Julia Copus’s new collection The World’s Two Smallest Humans exists in four parts, each in their own way circling the theme of loss. Two parts – ‘The Particella of Franz Xaver Süssmayr’ and ‘Hero’ – take on historic themes, the first inhabiting that of a man in 1791 ‘translating direct from the silence’ of Mozart’s shorthand for The Magic Flute while also caring for Mozart’s wife, Constanze. The second channels history too, in this case an Ovidian past made new, rejigged for a few pages in contemporary idiom.
Both brief sections work well. But the collection really gets going in the two other larger sections – ‘Durable Features’ and ‘Ghost’ – where Copus’s lucid lines come into gripping focus. In ‘Stars Moving Westwards in a Winter Garden’, the notion that ‘grief…will pass – ripen and wither’ is aired, and we see it again in ‘Impossible As It Seems’, as the speaker realizes that the ‘world is teeming / with similar gaps, backdrops / for lovers parting’. In ‘A Soft-edged Reed of Light’, the tension between known disappointments and old hopes is skilfully balanced, the idea that ‘All things are possible’ wanting to be believed in the teeth of experience.
In the final section, ‘Ghost’, these themes achieve an even greater poignancy. The section charts a course of IVF treatment, rendering the experience with raw and uncomfortable candour. Copus skilfully evokes the clinical ‘floodlit floor’ of the treatment room (‘Inventory for a Treatment Room’) and even manages some wry comedy at the ‘Polish embryologist…looking for all the world like one of the girls / serving on the bakery at Sainsbury’s’ (‘Egg’). Near the end, however, comes the heart-breaking title piece, ‘Ghost’, as the treatment fails. As with the idea that everything is possible, ‘the silvery ghost of a second line’ is ‘willed into being’ on the pregnancy test even though it fails to appear. The usual adjectives of appreciation seem rather inappropriate to such subject matter; but if not ‘enjoyable’ in the usual sense, then The World’s Two Smallest Humans is enjoyable in as much as you witness a master poet at work. With a characterful blend of the heart-felt and the experimental, delivered in language that is never less than pin-sharp, it is one of the most striking volumes of the year.
Opposite from it in every way is the debut volume from Sam Riviere, 81 Austerities. Where Copus tugs at the heartstrings, Riviere wows with firecracker poems that revel in their own self-awareness. In a busy, restless style, the eighty one poems here – complete with Index and self-mocking final piece commenting on what’s just been – burst on to the page with relentless irreverence.
We have everything. Sideways openings: ‘I hate when life like an autobahn explains itself’ (‘I’m a Buddhist This is Enlightenment’). A whole heap of arch self-reference: ‘this will probably sound cheesy and weird’ (‘What Do You Think About That’); ‘there is no purer form of advertising / than writing a poem’ (‘Year of the Rabbit’). And some fizzy pop culture nods: a ‘stupid café…staffed by what seems to be jack sparrow’ (‘No Dreams’). As the last quote suggests, most of the collection exists in a punctuation-free zone. The reader might be forgiven for wondering at times whether, as in ‘One Note Solo’, it is all a ‘conceit…daring to see / how stupid people…can be conned by confidence’. Though arguably that is the point in a collection that thrives on teasing convention, whether of form, technique or subject matter. And Riviere certainly has poetic confidence aplenty. While not for everyone, 81 Austerities is nevertheless a playful and exuberant debut.
81 Austerities by Sam Riviere and The World’s Two Smallest Humans by Julia Copus are published by Faber.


▶ [TASK REQUIREMENTS]: Write out the data word for word, taking care that no picture is carried over.

▶ [AVAILABLE DATA]:
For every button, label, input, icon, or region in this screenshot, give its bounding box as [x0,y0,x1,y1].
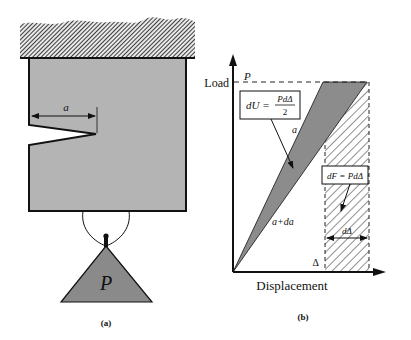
energy-box-numerator: PdΔ [276,94,292,104]
load-level-label: P [243,70,251,82]
y-axis-label: Load [204,76,229,90]
energy-pointer-arrow [271,119,293,168]
panel-b: Load P Displacement Δ a a+da dU = PdΔ 2 … [204,54,386,322]
crack-length-label: a [63,101,69,113]
cracked-specimen-block [29,58,186,211]
caption-a: (a) [101,318,112,328]
curve-a-plus-da-label: a+da [272,216,294,227]
work-box-text: dF = PdΔ [327,171,363,181]
y-axis-arrow-icon [229,54,237,66]
x-axis-arrow-icon [373,268,386,276]
displacement-increment-label: dΔ [342,226,352,236]
panel-a: a P (a) [20,17,195,328]
fixed-support-wall [20,17,195,58]
fracture-energy-diagram: a P (a) Load P Displacement Δ a a+da [0,0,411,340]
x-axis-label: Displacement [256,278,328,293]
energy-box-lhs: dU = [246,99,270,111]
load-label-p: P [99,272,112,294]
energy-box-denominator: 2 [283,107,288,117]
caption-b: (b) [298,312,309,322]
hook-knob [103,233,108,238]
curve-a-label: a [292,124,297,135]
displacement-delta-label: Δ [313,257,320,268]
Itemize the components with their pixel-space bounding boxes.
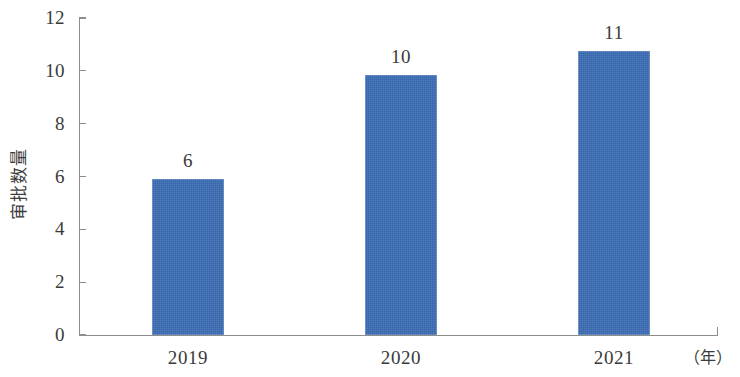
- y-axis-tick-label: 6: [31, 167, 65, 186]
- y-axis-tick-label: 2: [31, 272, 65, 291]
- y-axis-tick-label: 12: [31, 8, 65, 27]
- x-axis-tick-label: 2020: [335, 348, 467, 367]
- y-axis-tick: [79, 17, 86, 18]
- bar-value-label: 10: [345, 47, 457, 66]
- bar-chart: 审批数量 121086420 62019102020112021 （年）: [0, 0, 740, 377]
- bar: [152, 179, 224, 335]
- bar-value-label: 11: [558, 23, 670, 42]
- x-axis-tick-label: 2021: [548, 348, 680, 367]
- bar: [365, 75, 437, 335]
- bar: [578, 51, 650, 335]
- x-axis-end-tick: [717, 327, 718, 335]
- y-axis-tick-label: 4: [31, 219, 65, 238]
- y-axis-tick: [79, 229, 86, 230]
- y-axis-tick: [79, 282, 86, 283]
- y-axis-tick-label: 10: [31, 61, 65, 80]
- y-axis-title: 审批数量: [11, 129, 28, 239]
- y-axis-tick-label: 0: [31, 325, 65, 344]
- y-axis-tick: [79, 176, 86, 177]
- bar-value-label: 6: [132, 151, 244, 170]
- y-axis-tick-label: 8: [31, 114, 65, 133]
- x-axis-unit-label: （年）: [676, 349, 740, 367]
- y-axis-tick: [79, 334, 86, 335]
- y-axis-tick: [79, 70, 86, 71]
- x-axis-tick-label: 2019: [122, 348, 254, 367]
- y-axis-tick: [79, 123, 86, 124]
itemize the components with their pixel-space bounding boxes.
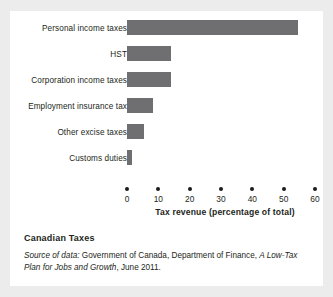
bar xyxy=(127,72,171,87)
axis-tick-dot xyxy=(156,187,160,191)
axis-tick-label: 50 xyxy=(272,194,296,204)
source-body: Government of Canada, Department of Fina… xyxy=(80,251,260,260)
category-label: Corporation income taxes xyxy=(31,75,127,84)
bar xyxy=(127,20,298,35)
figure-page: Personal income taxesHSTCorporation inco… xyxy=(0,0,333,297)
bar-row: Customs duties xyxy=(10,148,323,167)
bar xyxy=(127,46,171,61)
source-tail: , June 2011. xyxy=(116,263,160,272)
bar xyxy=(127,150,132,165)
axis-tick-label: 0 xyxy=(115,194,139,204)
bar xyxy=(127,98,153,113)
bar-row: Personal income taxes xyxy=(10,18,323,37)
source-lead: Source of data: xyxy=(24,251,80,260)
category-label: Personal income taxes xyxy=(42,23,127,32)
bar-row: Other excise taxes xyxy=(10,122,323,141)
axis-tick-dot xyxy=(219,187,223,191)
axis-tick-dot xyxy=(282,187,286,191)
bar xyxy=(127,124,144,139)
axis-tick-label: 60 xyxy=(303,194,323,204)
axis-tick-label: 40 xyxy=(240,194,264,204)
category-label: Employment insurance tax xyxy=(28,101,127,110)
caption-source: Source of data: Government of Canada, De… xyxy=(24,250,312,274)
axis-tick-label: 20 xyxy=(178,194,202,204)
axis-tick-label: 30 xyxy=(209,194,233,204)
caption-title: Canadian Taxes xyxy=(24,233,312,243)
bar-row: HST xyxy=(10,44,323,63)
x-axis: Tax revenue (percentage of total) 010203… xyxy=(10,187,323,223)
bar-row: Employment insurance tax xyxy=(10,96,323,115)
axis-tick-label: 10 xyxy=(146,194,170,204)
figure-card: Personal income taxesHSTCorporation inco… xyxy=(10,11,323,286)
bar-row: Corporation income taxes xyxy=(10,70,323,89)
axis-tick-dot xyxy=(313,187,317,191)
category-label: Customs duties xyxy=(69,153,127,162)
category-label: Other excise taxes xyxy=(57,127,127,136)
x-axis-title: Tax revenue (percentage of total) xyxy=(127,207,323,217)
axis-tick-dot xyxy=(188,187,192,191)
axis-tick-dot xyxy=(250,187,254,191)
category-label: HST xyxy=(110,49,127,58)
axis-tick-dot xyxy=(125,187,129,191)
figure-caption: Canadian Taxes Source of data: Governmen… xyxy=(24,233,312,274)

▶ [WRITTEN SOLUTION]:
For every button, label, input, icon, or region in this screenshot, give its bounding box as [x0,y0,x1,y1].
energy-box-numerator: PdΔ [276,94,292,104]
load-level-label: P [243,70,251,82]
y-axis-label: Load [204,76,229,90]
energy-pointer-arrow [271,119,293,168]
panel-b: Load P Displacement Δ a a+da dU = PdΔ 2 … [204,54,386,322]
crack-length-label: a [63,101,69,113]
cracked-specimen-block [29,58,186,211]
caption-a: (a) [101,318,112,328]
curve-a-plus-da-label: a+da [272,216,294,227]
work-box-text: dF = PdΔ [327,171,363,181]
y-axis-arrow-icon [229,54,237,66]
x-axis-arrow-icon [373,268,386,276]
displacement-increment-label: dΔ [342,226,352,236]
panel-a: a P (a) [20,17,195,328]
fixed-support-wall [20,17,195,58]
fracture-energy-diagram: a P (a) Load P Displacement Δ a a+da [0,0,411,340]
x-axis-label: Displacement [256,278,328,293]
energy-box-lhs: dU = [246,99,270,111]
load-label-p: P [99,272,112,294]
energy-box-denominator: 2 [283,107,288,117]
caption-b: (b) [298,312,309,322]
hook-knob [103,233,108,238]
curve-a-label: a [292,124,297,135]
displacement-delta-label: Δ [313,257,320,268]
Itemize the components with their pixel-space bounding boxes.
- y-axis-tick-label: 6: [31, 167, 65, 186]
- y-axis-tick-label: 2: [31, 272, 65, 291]
- y-axis-tick-label: 12: [31, 8, 65, 27]
- x-axis-tick-label: 2020: [335, 348, 467, 367]
- y-axis-tick: [79, 17, 86, 18]
- bar-value-label: 10: [345, 47, 457, 66]
- bar-chart: 审批数量 121086420 62019102020112021 （年）: [0, 0, 740, 377]
- bar: [152, 179, 224, 335]
- bar-value-label: 11: [558, 23, 670, 42]
- x-axis-tick-label: 2021: [548, 348, 680, 367]
- bar: [365, 75, 437, 335]
- bar: [578, 51, 650, 335]
- x-axis-end-tick: [717, 327, 718, 335]
- y-axis-tick-label: 4: [31, 219, 65, 238]
- y-axis-tick: [79, 229, 86, 230]
- y-axis-tick: [79, 282, 86, 283]
- y-axis-tick-label: 10: [31, 61, 65, 80]
- y-axis-title: 审批数量: [11, 129, 28, 239]
- y-axis-tick-label: 0: [31, 325, 65, 344]
- y-axis-tick: [79, 176, 86, 177]
- bar-value-label: 6: [132, 151, 244, 170]
- y-axis-tick-label: 8: [31, 114, 65, 133]
- x-axis-unit-label: （年）: [676, 349, 740, 367]
- y-axis-tick: [79, 334, 86, 335]
- y-axis-tick: [79, 70, 86, 71]
- x-axis-tick-label: 2019: [122, 348, 254, 367]
- y-axis-tick: [79, 123, 86, 124]
itemize the components with their pixel-space bounding boxes.
bar xyxy=(127,72,171,87)
axis-tick-dot xyxy=(156,187,160,191)
axis-tick-label: 50 xyxy=(272,194,296,204)
source-body: Government of Canada, Department of Fina… xyxy=(80,251,260,260)
category-label: Corporation income taxes xyxy=(31,75,127,84)
bar xyxy=(127,20,298,35)
figure-page: Personal income taxesHSTCorporation inco… xyxy=(0,0,333,297)
bar-row: Customs duties xyxy=(10,148,323,167)
bar xyxy=(127,46,171,61)
source-tail: , June 2011. xyxy=(116,263,160,272)
bar xyxy=(127,150,132,165)
axis-tick-label: 0 xyxy=(115,194,139,204)
bar xyxy=(127,98,153,113)
bar-row: Personal income taxes xyxy=(10,18,323,37)
source-lead: Source of data: xyxy=(24,251,80,260)
category-label: Personal income taxes xyxy=(42,23,127,32)
bar-row: Other excise taxes xyxy=(10,122,323,141)
axis-tick-dot xyxy=(219,187,223,191)
axis-tick-dot xyxy=(282,187,286,191)
bar xyxy=(127,124,144,139)
axis-tick-label: 60 xyxy=(303,194,323,204)
axis-tick-label: 40 xyxy=(240,194,264,204)
category-label: Employment insurance tax xyxy=(28,101,127,110)
caption-source: Source of data: Government of Canada, De… xyxy=(24,250,312,274)
axis-tick-label: 20 xyxy=(178,194,202,204)
axis-tick-label: 30 xyxy=(209,194,233,204)
caption-title: Canadian Taxes xyxy=(24,233,312,243)
bar-row: HST xyxy=(10,44,323,63)
x-axis: Tax revenue (percentage of total) 010203… xyxy=(10,187,323,223)
bar-row: Employment insurance tax xyxy=(10,96,323,115)
axis-tick-label: 10 xyxy=(146,194,170,204)
figure-card: Personal income taxesHSTCorporation inco… xyxy=(10,11,323,286)
bar-row: Corporation income taxes xyxy=(10,70,323,89)
axis-tick-dot xyxy=(313,187,317,191)
category-label: Customs duties xyxy=(69,153,127,162)
category-label: Other excise taxes xyxy=(57,127,127,136)
x-axis-title: Tax revenue (percentage of total) xyxy=(127,207,323,217)
axis-tick-dot xyxy=(188,187,192,191)
axis-tick-dot xyxy=(250,187,254,191)
category-label: HST xyxy=(110,49,127,58)
axis-tick-dot xyxy=(125,187,129,191)
figure-caption: Canadian Taxes Source of data: Governmen… xyxy=(24,233,312,274)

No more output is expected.